As one writer observed: “Academics are now being too often contacted by a robot asking if they want to review a paper which itself has been written with extensive help from AI – which no one will read in any case”. Libraries are busy, trying to work out how to provide access to material that is now in a range of locations in a range of formats. Librarians are also trying to assist their communities sift through misinformation and hallucinations.

The open alternative

Meanwhile, in a move that has been described as “a masterclass in destroying trust”, Clarivate announced in February that perpetual access to ProQuest ebooks would cease as of October 2025. There was a huge backlash from libraries as shown here, here and here. Library organisations such as SCONUL and CAUL took a stance. By March, Clarivate pushed the timeline out to 30 June 2026.

One outcome of the whole imbroglio has been a huge increase in activity around Open Educational Resources across libraries and institutions – my own being one example. This activity appears to have spooked some commercial providers, with one sending out an email headed “Supercharge Your Teaching: Say Goodbye to OER”, and linking to this infographic. They later said it had been sent in error. A second company sent an email to senior executives at institutions stating that while universities were: "encouraging faculty to adopt Open Educational Resources (OER) and other low-cost materials. … they often come with serious trade-offs for faculty—especially when free textbooks don’t align with the course structure, forcing compromises that can affect quality and clarity”, linking to this site.

So, what now?

The only thing that is clear is that things will not settle anytime soon. This is most decidedly not time to be maintaining ‘business as usual’. Libraries need to mobilise, as this piece urges: “Above all, this is a moment in which libraries must lead with intention. … waiting for clarity is not a strategy. Libraries have always been engines of access, preservation, and knowledge exchange across borders, languages, and formats”.

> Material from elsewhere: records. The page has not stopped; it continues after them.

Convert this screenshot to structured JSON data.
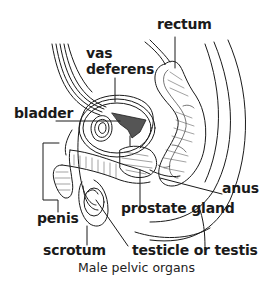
{
  "diagram": {
    "caption": "Male pelvic organs",
    "labels": {
      "rectum": "rectum",
      "vas_line1": "vas",
      "vas_line2": "deferens",
      "bladder": "bladder",
      "anus": "anus",
      "penis": "penis",
      "prostate": "prostate gland",
      "scrotum": "scrotum",
      "testicle": "testicle or testis"
    },
    "colors": {
      "line": "#1a1a1a",
      "background": "#ffffff"
    }
  }
}
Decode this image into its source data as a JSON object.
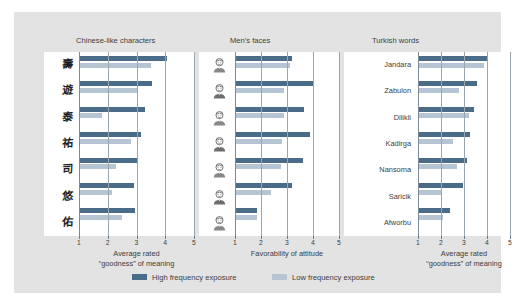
{
  "figure": {
    "background_color": "#e3e3e3",
    "plot_background_color": "#ffffff",
    "colors": {
      "high_frequency": "#4a6c89",
      "low_frequency": "#b6c5d4",
      "gridline": "#9aa6b0",
      "text": "#3d3d3d"
    }
  },
  "legend": {
    "items": [
      {
        "label": "High frequency exposure",
        "color": "#4a6c89",
        "key": "high"
      },
      {
        "label": "Low frequency exposure",
        "color": "#b6c5d4",
        "key": "low"
      }
    ]
  },
  "panels": [
    {
      "title": "Chinese-like characters",
      "axis_title_line1": "Average rated",
      "axis_title_line2": "“goodness” of meaning",
      "category_type": "chinese-glyph",
      "categories": [
        "壽",
        "遊",
        "泰",
        "祐",
        "司",
        "悠",
        "佑"
      ],
      "ticks": [
        1,
        2,
        3,
        4,
        5
      ]
    },
    {
      "title": "Men's faces",
      "axis_title_line1": "Favorability of attitude",
      "axis_title_line2": "",
      "category_type": "face-portrait",
      "categories": [
        "face-1",
        "face-2",
        "face-3",
        "face-4",
        "face-5",
        "face-6",
        "face-7"
      ],
      "ticks": [
        1,
        2,
        3,
        4,
        5
      ]
    },
    {
      "title": "Turkish words",
      "axis_title_line1": "Average rated",
      "axis_title_line2": "“goodness” of meaning",
      "category_type": "word-label",
      "categories": [
        "Jandara",
        "Zabulon",
        "Dilikli",
        "Kadirga",
        "Nansoma",
        "Saricik",
        "Afworbu"
      ],
      "ticks": [
        1,
        2,
        3,
        4,
        5
      ]
    }
  ],
  "chart_data": [
    {
      "type": "bar",
      "orientation": "horizontal",
      "title": "Chinese-like characters",
      "xlabel": "Average rated “goodness” of meaning",
      "ylabel": "",
      "xlim": [
        1,
        5
      ],
      "xticks": [
        1,
        2,
        3,
        4,
        5
      ],
      "grid": true,
      "legend_position": "bottom",
      "categories": [
        "壽",
        "遊",
        "泰",
        "祐",
        "司",
        "悠",
        "佑"
      ],
      "series": [
        {
          "name": "High frequency exposure",
          "color": "#4a6c89",
          "values": [
            4.05,
            3.55,
            3.3,
            3.15,
            3.05,
            2.9,
            2.95
          ]
        },
        {
          "name": "Low frequency exposure",
          "color": "#b6c5d4",
          "values": [
            3.5,
            3.05,
            1.8,
            2.8,
            2.3,
            2.15,
            2.5
          ]
        }
      ]
    },
    {
      "type": "bar",
      "orientation": "horizontal",
      "title": "Men's faces",
      "xlabel": "Favorability of attitude",
      "ylabel": "",
      "xlim": [
        1,
        5
      ],
      "xticks": [
        1,
        2,
        3,
        4,
        5
      ],
      "grid": true,
      "legend_position": "bottom",
      "categories": [
        "face-1",
        "face-2",
        "face-3",
        "face-4",
        "face-5",
        "face-6",
        "face-7"
      ],
      "series": [
        {
          "name": "High frequency exposure",
          "color": "#4a6c89",
          "values": [
            3.2,
            4.0,
            3.65,
            3.9,
            3.6,
            3.2,
            1.85
          ]
        },
        {
          "name": "Low frequency exposure",
          "color": "#b6c5d4",
          "values": [
            3.1,
            2.9,
            2.9,
            2.8,
            2.75,
            2.4,
            1.85
          ]
        }
      ]
    },
    {
      "type": "bar",
      "orientation": "horizontal",
      "title": "Turkish words",
      "xlabel": "Average rated “goodness” of meaning",
      "ylabel": "",
      "xlim": [
        1,
        5
      ],
      "xticks": [
        1,
        2,
        3,
        4,
        5
      ],
      "grid": true,
      "legend_position": "bottom",
      "categories": [
        "Jandara",
        "Zabulon",
        "Dilikli",
        "Kadirga",
        "Nansoma",
        "Saricik",
        "Afworbu"
      ],
      "series": [
        {
          "name": "High frequency exposure",
          "color": "#4a6c89",
          "values": [
            4.05,
            3.55,
            3.45,
            3.25,
            3.15,
            2.95,
            2.4
          ]
        },
        {
          "name": "Low frequency exposure",
          "color": "#b6c5d4",
          "values": [
            3.85,
            2.8,
            3.2,
            2.5,
            2.7,
            2.0,
            2.1
          ]
        }
      ]
    }
  ]
}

Reset library relationships with publishers

Increasingly, libraries are looking to speak with one voice across the globe, with the report from the 17th Berlin Open Access Conference (B17) reflecting insights from library consortia across six continents engaged in open access negotiations. The current speed of activity in the scholarly space means new questions have emerged. For example - why are we paying for ‘read’? Indeed, given the volatile nature of the market, the option of multi-year deals appears increasingly unattractive.

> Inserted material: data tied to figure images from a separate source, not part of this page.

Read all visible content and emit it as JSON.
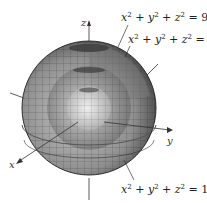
{
  "figure": {
    "axes": {
      "x": "x",
      "y": "y",
      "z": "z"
    },
    "labels": [
      {
        "id": "outer",
        "lhs_terms": [
          "x",
          "y",
          "z"
        ],
        "exponent": "2",
        "rhs": "9"
      },
      {
        "id": "middle",
        "lhs_terms": [
          "x",
          "y",
          "z"
        ],
        "exponent": "2",
        "rhs": "4"
      },
      {
        "id": "inner",
        "lhs_terms": [
          "x",
          "y",
          "z"
        ],
        "exponent": "2",
        "rhs": "1"
      }
    ],
    "colors": {
      "sphere_light": "#d8d8d8",
      "sphere_mid": "#9a9a9a",
      "sphere_dark": "#4a4a4a",
      "grid": "#222222",
      "axis": "#333333"
    }
  }
}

Supercharge our support of open infrastructure

The last item in the B17 final statement is “Fair investment realignment – Ensuring financial resources support inclusive and sustainable scholarly communication rather than disproportionately feeding profit margins”. By freeing up funds that have previously been used to support profit margin, libraries should consider redirecting acquisition funds to open infrastructure. Open access is where we should be focused – to support Open Educational Resources, Diamond Open Access publishing, and rights retention for scholarly works. It is timely that SPARC Europe has just received a two-year grant to work on Connecting the Open movementsthe time is now to pull all the 'Open' tendrils together.

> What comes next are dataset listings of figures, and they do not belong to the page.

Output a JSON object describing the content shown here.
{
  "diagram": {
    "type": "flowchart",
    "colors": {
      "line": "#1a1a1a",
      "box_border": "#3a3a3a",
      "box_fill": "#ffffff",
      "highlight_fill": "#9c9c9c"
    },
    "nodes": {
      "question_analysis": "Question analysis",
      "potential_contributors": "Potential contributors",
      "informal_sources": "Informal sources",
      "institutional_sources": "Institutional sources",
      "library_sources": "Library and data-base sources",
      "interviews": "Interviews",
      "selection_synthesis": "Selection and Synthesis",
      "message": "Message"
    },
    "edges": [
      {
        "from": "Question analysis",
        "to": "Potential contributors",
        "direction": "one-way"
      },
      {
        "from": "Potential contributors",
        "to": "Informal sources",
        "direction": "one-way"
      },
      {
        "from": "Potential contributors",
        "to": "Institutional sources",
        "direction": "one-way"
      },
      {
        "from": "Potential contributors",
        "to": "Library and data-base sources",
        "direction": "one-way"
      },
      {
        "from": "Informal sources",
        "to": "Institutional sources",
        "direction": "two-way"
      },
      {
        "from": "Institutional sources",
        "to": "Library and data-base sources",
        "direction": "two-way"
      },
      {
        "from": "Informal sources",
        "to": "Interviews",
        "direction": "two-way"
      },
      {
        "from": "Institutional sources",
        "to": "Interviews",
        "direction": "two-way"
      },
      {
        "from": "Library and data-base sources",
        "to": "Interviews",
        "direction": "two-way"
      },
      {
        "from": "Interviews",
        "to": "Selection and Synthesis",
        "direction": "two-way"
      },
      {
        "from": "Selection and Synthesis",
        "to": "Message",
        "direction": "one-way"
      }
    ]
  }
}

Redefining our role in linking readers to content?

According to the American Library Association, a library “is a collection of resources in a variety of formats that is (1) organized by information professionals or other experts who (2) provide convenient physical, digital, bibliographic, or intellectual access …" With our users taking multiple paths to content, much of which is not actually held in the library collection, we need to seriously reconsider what Discovery means in an open and artificial intelligent world.

I don’t have the answers, but we need to work out our next steps!